While the above changes are taking place in the hypoblastic walls of the alimentary tract, the splanchnic mesoblast surrounding these structures becomes very much thickened; but otherwise bears no marks of the internal changes which are going on, so that the above formation of the lungs and trachea cannot be seen from the surface. As the paired diverticula of the lungs grow backwards, the mesoblast around them takes however the form of two lobes, into which they gradually bore their way.
There do not seem to be any essential differences in the mode of formation of the above structures in the types so far observed, viz. Amphibia, Aves and Mammalia. Writers differ as to whether the lungs first arise as paired diverticula, or as a single diverticulum; and as to whether the rudiments of the lungs are established before those of the trachea. If the above account is correct it would appear that any of these positions might be maintained. Phylogenetically interpreted the ontogeny of the lungs appears however to imply that this organ was first an unpaired structure and has become secondarily paired, and that the trachea was relatively late in appearing.
Fig. 419. Section through the cardiac region of an embryo of Lacerta Muralis of 9 mm. to shew the mode of formation of the pericardial cavity.
ht. heart; pc. pericardial cavity; al. alimentary tract; lg. lung; l. liver; pp. body cavity; md. open end of Müllerian duct; wd. Wolffian duct; vc. vena cava inferior; ao. aorta; ch. notochord; mc. medullary cord.
The further development of the lungs is at first, in the higher types at any rate, essentially similar to that of a racemose gland. From each primitive diverticulum numerous branches are given off. In Aves and Mammalia ([fig. 355]) they are mainly confined to the dorsal and lateral parts. These branches penetrate into the surrounding mesoblast and continue to give rise to secondary and tertiary branches. In the mesoblast around them numerous capillaries make their appearance, and the further growth of the bronchial tubes is supposed by Boll to be due to the mutual interaction of the hitherto passive mesoblast and of the hypoblast.
The further changes in the lungs vary somewhat in the different forms.
The air sacks are the most characteristic structures of the avian lung. They are essentially the dilated ends of the primitive diverticula or of their main branches.
In Mammalia (Kölliker, No. [298]) the ends of the bronchial tubes become dilated into vesicles, which may be called the primary air-cells. At first, owing to their development at the ends of the bronchial branches, these are confined to the surface of the lungs. At a later period the primary air-cells divide each into two or three parts, and give rise to secondary air-cells, while at the same time the smallest bronchial tubes, which continue all the while to divide, give rise at all points to fresh air-cells. Finally the bronchial tubes cease to become more branched, and the air-cells belonging to each minute lobe come in their further growth to open into a common chamber. Before the lungs assume their function the embryonic air-cells undergo a considerable dilatation.
The trachea and larynx. The development of the trachea and larynx does not require any detailed description. The larynx is formed as a simple dilatation of the trachea. The cartilaginous structures of the larynx are of the same nature as those of the trachea.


■ **TASK BRIEF**
Only one span of the listing below is wanted: the lines from the one with "is (681, 1053)." through the one with "What do you see at coordinates (298, 68)", reproduced exactly, both ends kept.

■ **PROVIDED INFORMATION**
──────

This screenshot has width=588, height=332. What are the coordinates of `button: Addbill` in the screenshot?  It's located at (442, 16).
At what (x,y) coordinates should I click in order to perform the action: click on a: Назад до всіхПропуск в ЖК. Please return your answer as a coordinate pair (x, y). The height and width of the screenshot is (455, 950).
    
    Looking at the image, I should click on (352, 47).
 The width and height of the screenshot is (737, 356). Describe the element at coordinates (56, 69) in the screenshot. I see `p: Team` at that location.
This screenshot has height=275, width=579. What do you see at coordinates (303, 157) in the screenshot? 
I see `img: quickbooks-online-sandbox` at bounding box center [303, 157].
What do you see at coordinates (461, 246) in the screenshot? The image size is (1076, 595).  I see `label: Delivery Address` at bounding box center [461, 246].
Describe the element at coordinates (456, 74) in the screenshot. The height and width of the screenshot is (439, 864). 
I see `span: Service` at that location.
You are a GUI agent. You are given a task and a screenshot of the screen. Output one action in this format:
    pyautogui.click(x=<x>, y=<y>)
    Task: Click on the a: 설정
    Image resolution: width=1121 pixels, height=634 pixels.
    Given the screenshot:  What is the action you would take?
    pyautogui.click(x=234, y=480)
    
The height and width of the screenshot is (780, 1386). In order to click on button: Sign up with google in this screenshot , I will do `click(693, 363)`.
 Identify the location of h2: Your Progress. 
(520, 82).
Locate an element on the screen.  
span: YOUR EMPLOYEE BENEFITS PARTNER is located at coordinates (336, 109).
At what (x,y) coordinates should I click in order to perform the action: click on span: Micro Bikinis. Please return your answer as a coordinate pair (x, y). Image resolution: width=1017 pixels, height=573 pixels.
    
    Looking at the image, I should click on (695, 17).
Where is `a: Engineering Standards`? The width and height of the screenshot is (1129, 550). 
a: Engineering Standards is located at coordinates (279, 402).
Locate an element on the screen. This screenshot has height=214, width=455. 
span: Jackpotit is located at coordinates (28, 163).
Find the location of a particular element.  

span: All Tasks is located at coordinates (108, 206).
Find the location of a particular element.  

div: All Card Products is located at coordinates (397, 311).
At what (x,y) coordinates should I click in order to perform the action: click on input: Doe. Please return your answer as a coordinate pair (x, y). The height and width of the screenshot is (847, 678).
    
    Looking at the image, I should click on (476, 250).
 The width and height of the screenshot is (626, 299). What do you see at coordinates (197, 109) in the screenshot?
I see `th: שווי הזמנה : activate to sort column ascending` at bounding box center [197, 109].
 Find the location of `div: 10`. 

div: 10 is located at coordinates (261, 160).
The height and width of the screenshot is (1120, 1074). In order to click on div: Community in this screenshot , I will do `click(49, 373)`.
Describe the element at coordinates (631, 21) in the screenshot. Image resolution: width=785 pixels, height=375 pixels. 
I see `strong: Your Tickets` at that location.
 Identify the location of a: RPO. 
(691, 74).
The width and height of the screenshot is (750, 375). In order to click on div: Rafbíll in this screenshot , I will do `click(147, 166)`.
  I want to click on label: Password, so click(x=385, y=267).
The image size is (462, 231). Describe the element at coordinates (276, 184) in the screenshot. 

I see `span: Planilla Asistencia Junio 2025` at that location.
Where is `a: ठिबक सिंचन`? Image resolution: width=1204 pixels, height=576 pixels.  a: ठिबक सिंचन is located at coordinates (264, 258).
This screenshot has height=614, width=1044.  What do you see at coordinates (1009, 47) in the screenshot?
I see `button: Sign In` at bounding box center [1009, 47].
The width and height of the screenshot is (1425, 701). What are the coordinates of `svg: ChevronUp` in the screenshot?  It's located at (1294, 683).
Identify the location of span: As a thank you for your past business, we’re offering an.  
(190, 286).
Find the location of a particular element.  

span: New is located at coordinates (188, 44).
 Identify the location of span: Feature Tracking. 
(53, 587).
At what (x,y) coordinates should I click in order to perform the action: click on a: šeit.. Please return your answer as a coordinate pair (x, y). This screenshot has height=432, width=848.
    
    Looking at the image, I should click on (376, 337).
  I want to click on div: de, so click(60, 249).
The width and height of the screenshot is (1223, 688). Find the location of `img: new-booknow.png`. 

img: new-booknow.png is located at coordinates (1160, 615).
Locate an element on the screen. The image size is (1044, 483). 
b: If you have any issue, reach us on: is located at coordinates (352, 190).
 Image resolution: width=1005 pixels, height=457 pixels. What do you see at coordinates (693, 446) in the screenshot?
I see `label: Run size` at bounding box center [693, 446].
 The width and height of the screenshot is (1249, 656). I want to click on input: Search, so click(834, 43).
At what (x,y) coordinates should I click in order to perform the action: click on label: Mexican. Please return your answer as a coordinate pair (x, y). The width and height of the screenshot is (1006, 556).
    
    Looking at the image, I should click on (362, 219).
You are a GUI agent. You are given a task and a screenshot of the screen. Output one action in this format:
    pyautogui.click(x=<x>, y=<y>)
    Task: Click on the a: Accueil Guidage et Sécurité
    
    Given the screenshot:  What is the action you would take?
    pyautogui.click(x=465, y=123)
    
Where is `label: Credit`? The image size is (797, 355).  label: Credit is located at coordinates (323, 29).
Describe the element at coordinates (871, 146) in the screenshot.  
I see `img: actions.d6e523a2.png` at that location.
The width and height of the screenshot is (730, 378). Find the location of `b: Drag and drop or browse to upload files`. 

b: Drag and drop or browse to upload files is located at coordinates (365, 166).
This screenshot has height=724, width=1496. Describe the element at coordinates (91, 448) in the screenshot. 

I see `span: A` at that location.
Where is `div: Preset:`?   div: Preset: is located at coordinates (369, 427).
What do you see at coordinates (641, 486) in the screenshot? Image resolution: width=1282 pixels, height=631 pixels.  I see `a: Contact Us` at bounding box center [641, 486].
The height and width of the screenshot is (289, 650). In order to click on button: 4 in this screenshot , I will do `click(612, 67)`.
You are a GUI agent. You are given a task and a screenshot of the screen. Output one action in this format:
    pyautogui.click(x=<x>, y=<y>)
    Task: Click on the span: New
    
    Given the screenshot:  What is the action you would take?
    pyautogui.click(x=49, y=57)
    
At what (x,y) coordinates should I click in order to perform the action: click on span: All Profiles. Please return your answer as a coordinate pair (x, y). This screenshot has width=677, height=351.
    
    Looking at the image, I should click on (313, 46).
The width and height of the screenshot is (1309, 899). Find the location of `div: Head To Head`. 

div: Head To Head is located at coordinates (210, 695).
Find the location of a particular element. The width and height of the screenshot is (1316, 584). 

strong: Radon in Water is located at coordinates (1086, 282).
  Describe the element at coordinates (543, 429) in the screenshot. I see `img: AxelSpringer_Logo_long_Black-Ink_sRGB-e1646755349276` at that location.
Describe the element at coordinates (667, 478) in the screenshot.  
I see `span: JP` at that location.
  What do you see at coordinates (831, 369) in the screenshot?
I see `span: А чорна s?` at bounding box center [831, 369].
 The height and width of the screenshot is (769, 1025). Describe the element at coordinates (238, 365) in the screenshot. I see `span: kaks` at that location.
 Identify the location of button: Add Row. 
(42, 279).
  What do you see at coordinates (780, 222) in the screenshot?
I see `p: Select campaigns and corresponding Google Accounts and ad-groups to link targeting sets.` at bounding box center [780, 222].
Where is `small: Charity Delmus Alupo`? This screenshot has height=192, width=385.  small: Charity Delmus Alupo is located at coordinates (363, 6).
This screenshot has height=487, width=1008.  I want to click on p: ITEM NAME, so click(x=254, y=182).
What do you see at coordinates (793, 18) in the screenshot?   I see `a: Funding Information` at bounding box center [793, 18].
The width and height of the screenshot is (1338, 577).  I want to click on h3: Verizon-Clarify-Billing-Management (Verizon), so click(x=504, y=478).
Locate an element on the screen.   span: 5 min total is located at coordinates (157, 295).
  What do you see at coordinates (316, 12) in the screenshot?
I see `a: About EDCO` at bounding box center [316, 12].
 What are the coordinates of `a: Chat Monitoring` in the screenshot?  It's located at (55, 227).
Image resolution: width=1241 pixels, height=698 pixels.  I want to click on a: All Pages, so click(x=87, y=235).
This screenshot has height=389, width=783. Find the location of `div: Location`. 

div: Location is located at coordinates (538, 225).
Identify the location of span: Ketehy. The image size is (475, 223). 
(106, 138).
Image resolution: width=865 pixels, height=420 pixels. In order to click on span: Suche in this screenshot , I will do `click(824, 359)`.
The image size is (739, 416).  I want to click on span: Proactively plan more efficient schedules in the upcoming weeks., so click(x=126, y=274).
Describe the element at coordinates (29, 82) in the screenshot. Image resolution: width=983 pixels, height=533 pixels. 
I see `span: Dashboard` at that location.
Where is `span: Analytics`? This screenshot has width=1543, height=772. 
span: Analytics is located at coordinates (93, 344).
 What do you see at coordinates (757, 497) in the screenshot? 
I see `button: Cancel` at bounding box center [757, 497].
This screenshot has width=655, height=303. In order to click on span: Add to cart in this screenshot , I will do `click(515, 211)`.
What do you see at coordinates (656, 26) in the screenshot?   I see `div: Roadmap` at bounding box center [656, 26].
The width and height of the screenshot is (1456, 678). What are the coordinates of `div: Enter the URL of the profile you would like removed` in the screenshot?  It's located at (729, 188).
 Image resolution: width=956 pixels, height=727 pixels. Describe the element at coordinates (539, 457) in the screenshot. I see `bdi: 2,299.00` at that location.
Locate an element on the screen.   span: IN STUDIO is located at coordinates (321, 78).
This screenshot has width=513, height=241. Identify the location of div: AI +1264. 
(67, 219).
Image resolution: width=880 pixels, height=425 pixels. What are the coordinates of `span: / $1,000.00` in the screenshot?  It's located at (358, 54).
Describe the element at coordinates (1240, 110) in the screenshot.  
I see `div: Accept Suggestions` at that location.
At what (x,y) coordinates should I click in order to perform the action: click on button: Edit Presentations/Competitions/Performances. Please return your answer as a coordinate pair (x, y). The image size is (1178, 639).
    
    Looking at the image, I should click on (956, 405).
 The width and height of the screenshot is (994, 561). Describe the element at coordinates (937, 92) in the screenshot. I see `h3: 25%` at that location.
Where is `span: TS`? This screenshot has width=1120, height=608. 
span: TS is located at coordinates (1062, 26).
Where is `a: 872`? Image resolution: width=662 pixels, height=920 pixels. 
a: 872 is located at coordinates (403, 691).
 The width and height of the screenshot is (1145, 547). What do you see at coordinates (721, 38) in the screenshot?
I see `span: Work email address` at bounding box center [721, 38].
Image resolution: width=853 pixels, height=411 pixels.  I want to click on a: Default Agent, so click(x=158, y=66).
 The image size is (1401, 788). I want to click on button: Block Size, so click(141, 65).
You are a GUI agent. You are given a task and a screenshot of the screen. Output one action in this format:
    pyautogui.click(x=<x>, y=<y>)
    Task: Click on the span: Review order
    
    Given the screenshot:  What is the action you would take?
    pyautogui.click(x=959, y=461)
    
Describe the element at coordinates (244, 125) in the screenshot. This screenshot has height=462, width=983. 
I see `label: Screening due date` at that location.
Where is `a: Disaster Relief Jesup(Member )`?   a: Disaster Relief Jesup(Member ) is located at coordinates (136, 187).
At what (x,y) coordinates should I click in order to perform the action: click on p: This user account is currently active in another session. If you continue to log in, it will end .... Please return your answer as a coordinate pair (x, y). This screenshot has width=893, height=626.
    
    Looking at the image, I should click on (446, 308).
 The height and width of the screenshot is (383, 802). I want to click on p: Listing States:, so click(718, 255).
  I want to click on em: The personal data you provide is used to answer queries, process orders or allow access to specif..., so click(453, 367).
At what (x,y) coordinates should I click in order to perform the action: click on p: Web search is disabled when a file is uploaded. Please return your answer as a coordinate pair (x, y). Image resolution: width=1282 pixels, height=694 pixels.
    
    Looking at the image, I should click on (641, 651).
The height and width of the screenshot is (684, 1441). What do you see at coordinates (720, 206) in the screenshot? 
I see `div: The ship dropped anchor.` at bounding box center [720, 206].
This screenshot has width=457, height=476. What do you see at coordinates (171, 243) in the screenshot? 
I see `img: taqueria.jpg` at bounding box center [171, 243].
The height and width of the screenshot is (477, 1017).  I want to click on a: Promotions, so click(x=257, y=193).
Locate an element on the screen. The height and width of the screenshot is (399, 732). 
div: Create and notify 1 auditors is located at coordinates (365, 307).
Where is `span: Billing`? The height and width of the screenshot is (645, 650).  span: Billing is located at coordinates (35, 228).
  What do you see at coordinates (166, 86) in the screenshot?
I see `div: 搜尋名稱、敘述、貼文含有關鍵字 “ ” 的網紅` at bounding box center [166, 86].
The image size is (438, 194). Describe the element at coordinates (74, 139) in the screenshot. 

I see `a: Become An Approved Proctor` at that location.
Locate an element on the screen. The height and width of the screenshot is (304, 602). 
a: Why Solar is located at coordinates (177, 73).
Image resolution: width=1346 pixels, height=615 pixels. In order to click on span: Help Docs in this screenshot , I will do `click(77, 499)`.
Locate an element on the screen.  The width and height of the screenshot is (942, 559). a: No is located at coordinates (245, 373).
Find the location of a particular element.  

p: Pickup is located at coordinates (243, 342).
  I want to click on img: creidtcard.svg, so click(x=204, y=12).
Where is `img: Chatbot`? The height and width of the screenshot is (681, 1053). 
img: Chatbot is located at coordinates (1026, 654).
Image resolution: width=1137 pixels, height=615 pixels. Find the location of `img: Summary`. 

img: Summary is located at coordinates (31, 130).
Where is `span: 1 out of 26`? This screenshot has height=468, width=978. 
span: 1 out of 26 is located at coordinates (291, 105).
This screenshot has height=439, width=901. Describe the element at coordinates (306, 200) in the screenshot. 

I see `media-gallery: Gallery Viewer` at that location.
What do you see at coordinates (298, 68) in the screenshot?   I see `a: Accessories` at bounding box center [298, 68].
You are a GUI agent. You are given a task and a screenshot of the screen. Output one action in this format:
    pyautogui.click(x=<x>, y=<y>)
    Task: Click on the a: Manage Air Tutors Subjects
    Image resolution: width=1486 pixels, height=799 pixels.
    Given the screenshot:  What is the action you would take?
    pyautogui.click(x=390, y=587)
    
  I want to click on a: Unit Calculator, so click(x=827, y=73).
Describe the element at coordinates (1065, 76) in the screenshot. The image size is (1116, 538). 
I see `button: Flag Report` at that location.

──────

■ **SOLUTION TO THE EXERCISE**
Where is `img: Chatbot`? The height and width of the screenshot is (681, 1053). 
img: Chatbot is located at coordinates (1026, 654).
Image resolution: width=1137 pixels, height=615 pixels. Find the location of `img: Summary`. 

img: Summary is located at coordinates (31, 130).
Where is `span: 1 out of 26`? This screenshot has height=468, width=978. 
span: 1 out of 26 is located at coordinates (291, 105).
This screenshot has height=439, width=901. Describe the element at coordinates (306, 200) in the screenshot. 

I see `media-gallery: Gallery Viewer` at that location.
What do you see at coordinates (298, 68) in the screenshot?   I see `a: Accessories` at bounding box center [298, 68].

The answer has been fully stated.